Meeting with PM Modi bares Netaji family feud

A Bose family member shows a jacket presented to PM Modi on Wednesday. (Mohd Zakir/HT Photo)

Long-running fault lines in Netaji Subhas Chandra Bose’s family came to the fore when the freedom fighter’s descendents opposed to the theory of his air crash death met Prime Minister Narendra Modi in Delhi on Wednesday.

About three dozen family members of Netaji had an audience with Modi to press for declassification of all secret files related to him while two prominent ones — former and current parliamentarians — stayed away in London.

Krishna Bose, wife of Netaji’s nephew Sisir Bose, and her son, historian Sugato Bose, were in Britain and refused to respond to queries if they were invited to with the Prime Minister.

Sisir, son of Netaji’s elder brother Sarat Chandra, was the first family member to accept that his illustrious uncle died in an air crash in Taihoku on August 18, 1945. He was also the first Netaji descendent to join the Congress in independent India and become an MLA in 1987.

Later, wife Krishna and son Sugato maintained the same view.

Sugato wrote about Netaji’s death in the controversial air crash in his 2011 book, His Majesty’s Opponent.

The rest of the family, including Sarat Chandra’s other children and grandchildren, never believed the air crash theory.

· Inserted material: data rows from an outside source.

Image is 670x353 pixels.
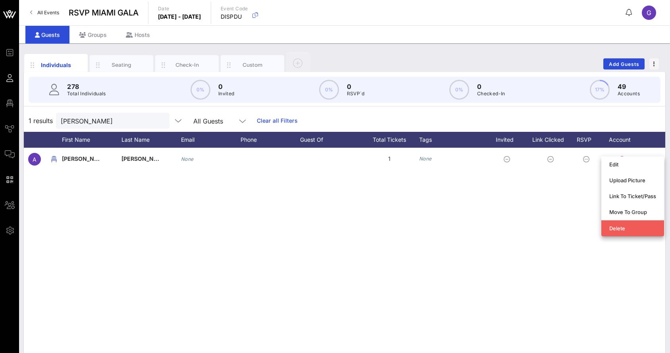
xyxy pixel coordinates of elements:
p: 0 [347,82,365,91]
span: G [646,9,651,17]
div: Account [601,132,645,148]
button: Add Guests [603,58,644,69]
p: 0 [477,82,505,91]
div: Link Clicked [530,132,574,148]
div: G [642,6,656,20]
p: Total Individuals [67,90,106,98]
span: A [33,156,37,163]
div: Individuals [38,61,74,69]
div: All Guests [188,113,252,129]
div: Upload Picture [609,177,656,183]
div: Edit [609,161,656,167]
span: 1 results [29,116,53,125]
p: RSVP`d [347,90,365,98]
div: Guests [25,26,69,44]
div: Guest Of [300,132,359,148]
div: Invited [486,132,530,148]
p: Date [158,5,201,13]
div: Custom [235,61,270,69]
p: [DATE] - [DATE] [158,13,201,21]
span: [PERSON_NAME] ([PERSON_NAME] +1) [121,155,228,162]
div: All Guests [193,117,223,125]
div: Delete [609,225,656,231]
div: Hosts [116,26,159,44]
p: Checked-In [477,90,505,98]
p: Accounts [617,90,640,98]
span: All Events [37,10,59,15]
div: Total Tickets [359,132,419,148]
p: Event Code [221,5,248,13]
div: Email [181,132,240,148]
p: 49 [617,82,640,91]
span: RSVP MIAMI GALA [69,7,138,19]
div: Move To Group [609,209,656,215]
div: First Name [62,132,121,148]
i: None [419,156,432,161]
div: Phone [240,132,300,148]
i: None [181,156,194,162]
div: Seating [104,61,139,69]
a: Clear all Filters [257,116,298,125]
div: Groups [69,26,116,44]
div: Last Name [121,132,181,148]
div: Tags [419,132,486,148]
span: Add Guests [608,61,640,67]
div: RSVP [574,132,601,148]
span: [PERSON_NAME] [62,155,109,162]
p: 278 [67,82,106,91]
div: Check-In [169,61,205,69]
p: DISPDU [221,13,248,21]
div: 1 [359,148,419,170]
p: 0 [218,82,234,91]
p: Invited [218,90,234,98]
a: All Events [25,6,64,19]
div: Link To Ticket/Pass [609,193,656,199]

“I don’t think Krishna and Sugato would have had anything to do the meeting. We have come here because we do not believe in the air crash theory and demand declassification of relevant files to let people know what happened to him after August 1945,” Netaji’s grandnephew Arya Bose said.

Another grand nephew, Chandra Kumar Bose, agreed. “It is unfortunate that they played a negative role when other family members built a movement for declassification of all Netaji files,” he said.

The family feud is more than three decades old, starting in the 1970s when Sisir, who had helped Netaji escape capture by the British in 1941, agreed to the air crash theory. His father, Sarat Chandra, had called for a probe.